Smith loves working at Albertsons. “I like customer service,” he says. “I’ve worked in many shops. Sometimes I feel like Auntie Mame in that scene where she’s selling roller skates, back and forth. Do you know the film?”
One day in 2017 when he was at work scanning groceries, the producer and director of an upcoming new production in Maui of The Hunchback of Notre Dame were shopping in the store. Smith keyed his microphone, the one often used for more-mundane announcements like “Cleanup on aisle three.”
“It was on Father’s Day. I announced, to all the fathers, ‘Happy Father’s Day. And this is for you!’”
Smith turned off the mic and began to sing “Almost Like Being in Love” from Brigadoon.
“I let my voice fill the building,” he says.
As a result he got the part of Phoebus de Martin in the show. Later in a radio interview, the director said, “Anyone who had the chutzpah, just singing in a store with customers listening, in his biggest and best baritone, deserves the role.”

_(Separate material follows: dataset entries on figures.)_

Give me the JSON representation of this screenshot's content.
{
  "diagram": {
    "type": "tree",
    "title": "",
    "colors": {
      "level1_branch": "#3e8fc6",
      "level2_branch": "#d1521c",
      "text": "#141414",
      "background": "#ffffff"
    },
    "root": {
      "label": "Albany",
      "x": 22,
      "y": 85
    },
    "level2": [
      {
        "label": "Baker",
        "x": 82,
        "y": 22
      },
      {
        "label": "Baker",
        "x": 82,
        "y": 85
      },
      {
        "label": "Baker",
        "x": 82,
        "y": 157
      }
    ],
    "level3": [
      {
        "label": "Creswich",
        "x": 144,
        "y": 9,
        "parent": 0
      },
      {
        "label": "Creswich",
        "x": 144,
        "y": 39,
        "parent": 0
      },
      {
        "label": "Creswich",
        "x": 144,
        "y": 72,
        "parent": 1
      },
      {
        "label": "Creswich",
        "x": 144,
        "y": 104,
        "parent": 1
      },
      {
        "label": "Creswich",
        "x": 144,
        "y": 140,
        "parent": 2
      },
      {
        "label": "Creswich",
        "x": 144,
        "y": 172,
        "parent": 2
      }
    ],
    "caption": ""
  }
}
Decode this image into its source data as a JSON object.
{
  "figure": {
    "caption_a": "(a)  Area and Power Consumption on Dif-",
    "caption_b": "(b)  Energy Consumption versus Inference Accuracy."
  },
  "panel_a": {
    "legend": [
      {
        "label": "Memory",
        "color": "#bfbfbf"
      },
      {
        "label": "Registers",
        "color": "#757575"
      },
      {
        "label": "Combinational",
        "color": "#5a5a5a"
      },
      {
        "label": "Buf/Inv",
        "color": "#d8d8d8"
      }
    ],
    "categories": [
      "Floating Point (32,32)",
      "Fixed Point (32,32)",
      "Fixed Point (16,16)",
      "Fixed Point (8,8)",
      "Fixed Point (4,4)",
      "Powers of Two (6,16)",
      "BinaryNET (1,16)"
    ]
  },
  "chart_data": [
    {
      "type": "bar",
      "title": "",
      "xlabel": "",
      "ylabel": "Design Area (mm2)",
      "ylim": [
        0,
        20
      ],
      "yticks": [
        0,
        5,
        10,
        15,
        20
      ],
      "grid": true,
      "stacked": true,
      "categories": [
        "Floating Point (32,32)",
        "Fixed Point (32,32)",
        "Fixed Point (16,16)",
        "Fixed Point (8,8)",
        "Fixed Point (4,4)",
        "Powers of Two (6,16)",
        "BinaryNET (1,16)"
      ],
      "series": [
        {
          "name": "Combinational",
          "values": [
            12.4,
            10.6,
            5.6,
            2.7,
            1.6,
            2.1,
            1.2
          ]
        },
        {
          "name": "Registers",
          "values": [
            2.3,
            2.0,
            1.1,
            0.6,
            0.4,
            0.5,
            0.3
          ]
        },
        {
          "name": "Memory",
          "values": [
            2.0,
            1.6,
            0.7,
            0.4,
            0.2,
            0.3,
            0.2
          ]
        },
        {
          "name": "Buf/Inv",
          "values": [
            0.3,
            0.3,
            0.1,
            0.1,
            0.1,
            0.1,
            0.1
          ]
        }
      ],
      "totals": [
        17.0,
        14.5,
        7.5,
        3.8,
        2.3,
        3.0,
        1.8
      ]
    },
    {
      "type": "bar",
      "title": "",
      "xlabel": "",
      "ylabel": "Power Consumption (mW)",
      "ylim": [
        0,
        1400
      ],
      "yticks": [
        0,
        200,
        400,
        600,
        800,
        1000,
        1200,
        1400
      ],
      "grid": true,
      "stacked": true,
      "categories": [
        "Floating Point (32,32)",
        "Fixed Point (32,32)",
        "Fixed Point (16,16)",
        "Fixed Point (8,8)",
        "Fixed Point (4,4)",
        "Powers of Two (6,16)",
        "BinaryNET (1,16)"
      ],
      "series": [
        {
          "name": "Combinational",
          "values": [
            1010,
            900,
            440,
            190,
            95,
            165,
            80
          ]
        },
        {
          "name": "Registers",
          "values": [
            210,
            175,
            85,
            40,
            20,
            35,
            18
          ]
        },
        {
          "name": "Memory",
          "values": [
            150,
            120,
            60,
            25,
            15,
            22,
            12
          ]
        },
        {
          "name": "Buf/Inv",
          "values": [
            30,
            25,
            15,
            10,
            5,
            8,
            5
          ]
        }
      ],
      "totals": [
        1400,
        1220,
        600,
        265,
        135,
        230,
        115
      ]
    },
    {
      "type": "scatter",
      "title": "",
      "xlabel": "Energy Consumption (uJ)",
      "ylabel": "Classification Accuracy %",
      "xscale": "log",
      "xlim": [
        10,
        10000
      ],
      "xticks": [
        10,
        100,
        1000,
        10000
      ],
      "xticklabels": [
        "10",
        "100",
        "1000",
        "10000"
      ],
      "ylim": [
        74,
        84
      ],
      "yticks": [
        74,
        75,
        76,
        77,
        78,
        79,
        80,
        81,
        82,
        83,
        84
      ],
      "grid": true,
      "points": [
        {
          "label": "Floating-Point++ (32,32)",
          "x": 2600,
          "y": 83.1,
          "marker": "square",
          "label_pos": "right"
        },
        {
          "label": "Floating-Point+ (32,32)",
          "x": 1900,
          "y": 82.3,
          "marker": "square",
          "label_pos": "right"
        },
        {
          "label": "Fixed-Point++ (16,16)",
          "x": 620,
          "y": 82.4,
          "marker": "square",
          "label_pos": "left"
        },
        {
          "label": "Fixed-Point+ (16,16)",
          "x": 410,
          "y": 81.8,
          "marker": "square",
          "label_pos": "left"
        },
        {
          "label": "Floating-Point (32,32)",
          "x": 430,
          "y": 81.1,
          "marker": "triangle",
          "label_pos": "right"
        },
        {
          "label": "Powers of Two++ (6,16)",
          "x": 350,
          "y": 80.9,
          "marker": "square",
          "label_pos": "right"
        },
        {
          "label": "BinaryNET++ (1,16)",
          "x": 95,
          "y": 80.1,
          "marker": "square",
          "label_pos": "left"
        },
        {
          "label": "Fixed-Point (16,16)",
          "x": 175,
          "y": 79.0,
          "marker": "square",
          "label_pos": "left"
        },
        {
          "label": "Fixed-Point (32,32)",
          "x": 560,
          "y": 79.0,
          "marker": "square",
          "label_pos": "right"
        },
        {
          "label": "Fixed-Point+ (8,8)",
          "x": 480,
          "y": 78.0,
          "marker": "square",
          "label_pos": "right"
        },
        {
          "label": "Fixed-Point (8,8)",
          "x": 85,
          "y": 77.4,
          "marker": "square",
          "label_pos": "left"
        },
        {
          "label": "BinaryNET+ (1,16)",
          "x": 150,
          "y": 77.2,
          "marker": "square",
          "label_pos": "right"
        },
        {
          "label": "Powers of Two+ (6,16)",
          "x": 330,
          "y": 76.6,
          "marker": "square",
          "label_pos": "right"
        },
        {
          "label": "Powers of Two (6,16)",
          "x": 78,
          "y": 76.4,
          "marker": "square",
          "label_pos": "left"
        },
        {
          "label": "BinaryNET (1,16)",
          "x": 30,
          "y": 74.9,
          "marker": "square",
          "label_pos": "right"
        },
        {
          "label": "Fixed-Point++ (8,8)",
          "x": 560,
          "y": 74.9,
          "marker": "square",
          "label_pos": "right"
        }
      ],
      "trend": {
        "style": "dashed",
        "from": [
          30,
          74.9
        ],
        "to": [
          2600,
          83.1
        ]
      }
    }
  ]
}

It was about that time that Smith’s rich singing voice and larger-than-life personality came to the attention of Diane Retallack, director of the Eugene Concert Choir. A friend said she had to go hear him sing with the Eugene Gleemen.
“I wasn’t expecting all that much, to tell you the truth,” Retallack says. “And oh, my God. I was totally blown away.”
She invited him to sing with her choir, and he performed “Ol’ Man River” from Showboat one evening. He started by talking to the audience about Showboat and what it meant to him, an African American growing up in the South. Then he began to sing, and was still singing when the crowd erupted in a standing ovation.
“That took the roof off the place,” Retallack says.
Asked about race, Smith tells a story from his school days in Athens.
“I actually had the first interracial kiss there, where me and Jenny Bristow, we’re still friends on Facebook, and I hung under the monkey bars and the entire school watched as we kissed. And this may have been before William Shatner and Nichelle Nichols on Star Trek,” referring to the famous interracial television kiss between Captain Kirk and Uhura in 1968.
“Friends later said, ‘By God, you could have been lynched!’ I wouldn’t have. No one’s gonna lynch me. I’m too powerful.”
Calvin Orlando Smith’s performance of The Music of The Rat Pack scheduled for March 28 at The Jazz Station has been postponed to Sept. 12.